Japan spent 31.3 trillion yen on reconstruction from the earthquake and tsunami - roughly the size of Egypt's economy - with another 1.6 trillion yen earmarked for the coming five years.
Revenues from the special tax payed for about 40% of the price, around four-fifths of which was collected from households.
The excess tax of 2.1% was imposed on the quantity of tax paid by individuals with the tax rates running as high as 45%, compared to the effective company tax rate of around 30%.
Some lawmakers, such as for example members of the Japanese Communist Party, criticize the special tax as imposing an excessive amount of a burden on households. But their voices are few.
The biggest opposition party has kept mum as the tax was rolled out under a government led by a few of its current members. The ruling Liberal Democratic Party, known as pro-business, sees no merit in rocking the boat.

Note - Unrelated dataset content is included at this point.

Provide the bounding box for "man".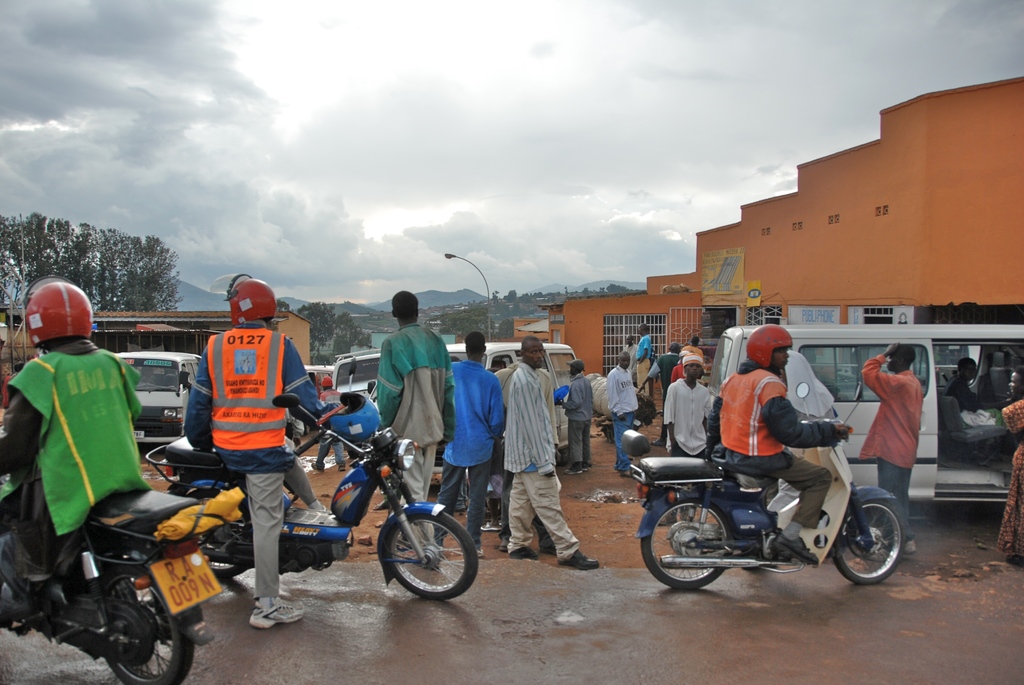
[0, 283, 145, 625].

With Japan saddled with public debt 2.5 times how big is its economy, talk of a "post-pandemic solidarity tax" cannot be avoided, said Masahiro Kawai, a former finance ministry official and University of Tokyo professor who's now heading the Economic Research Institute for Northeast Asia.
"Such a tax would gain people's understanding if indeed they perceive it as necessary to protect their livelihood and human capital," he said.
Others are skeptical. The pandemic has upended lives for nearly the entire population, unlike March 2011, where people moving into areas unaffected could rally to save lots of those that faced devastation.
"It may be difficult to ask households to evenly share the burden this time, given a widening disparity between haves and have-nots since the coronavirus outbreak," said Hosei University Professor Kazumasa Oguro.